Agency
the capacity of human beings to act in meaningful ways that affect their own lives and those of others. May be constrained by class, gender, religion and social and cultural factors. This term implies that individuals have the capacity to create, change and influence events.
Analytical catergories
An outsider’s view of a culture sometimes referred to as an “etic” view: classifying and understanding traits as representing cross-culturally applicable terms and categories rather than culturally specific meanings.
Comparative
Comparison of the diverse and various ways that people make sense of their world brings anthropologists greater understanding of communities, cultures and societies.
Cosmopolitanism
Communities include individuals who live together with cultural difference.
Cultural boundaries
An essentialist view presumes fixed boundaries for a culture; a constructivist view assumes individuals and groups have the capacity to define and redefine their cultural identities and spheres of influence.
Development
The concept of development refers to more economically developed societies providing assistance and resources to less economically developed societies, either directly through bilateral aid or indirectly via other agencies. Development also refers to self-directed industrial, technological and economic improvement.
Diaspora
The dispersal of peoples from homelands to establish new, migrated communities in other places.
Exclusion
The failure of society to provide certain individuals and groups with those rights and benefits normally available to its members.
Fieldwork
When an anthropologist becomes immersed in the local life of a group of people for the purpose of learning about their culture.
Imagined Community
The idea that a community is to some extent constructed in the minds of the people who consider themselves to belong to it.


▸ Your goal
Below is a listing. Write out exactly its lines between the one holding "Screen resolution is" and the one holding "Find land vehicle", inclusive.

▸ Source data
◇ ◇ ◇

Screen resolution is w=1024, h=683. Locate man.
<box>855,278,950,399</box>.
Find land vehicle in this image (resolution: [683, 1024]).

◇ ◇ ◇

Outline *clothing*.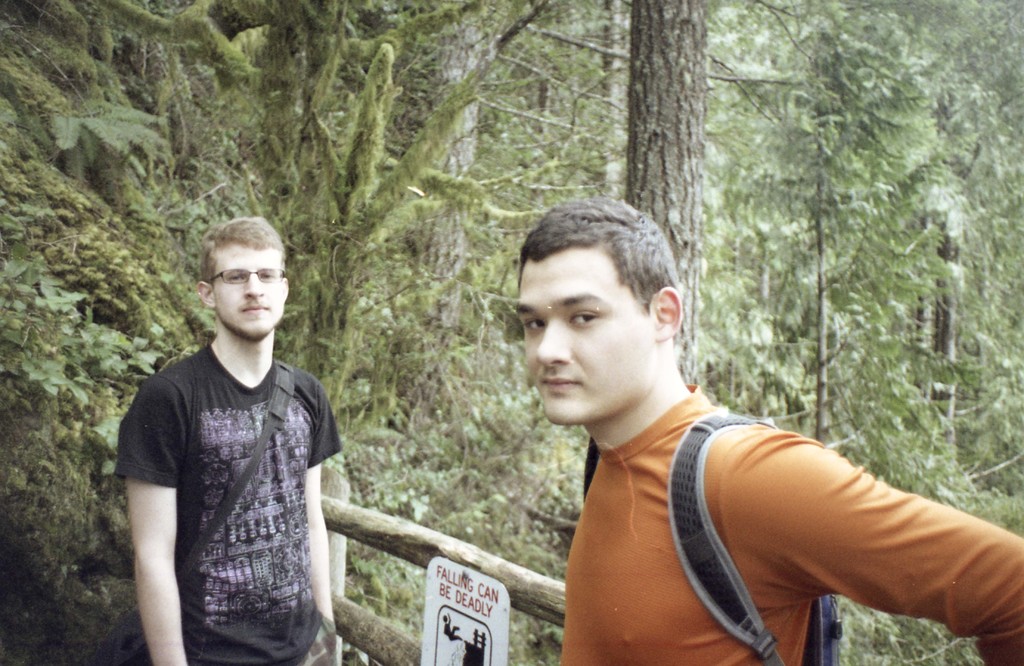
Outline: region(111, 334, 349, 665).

◇ ◇ ◇

▸ Output
Screen resolution is w=1024, h=683. Locate man.
<box>855,278,950,399</box>.
Find land vehicle in this image (resolution: [683, 1024]).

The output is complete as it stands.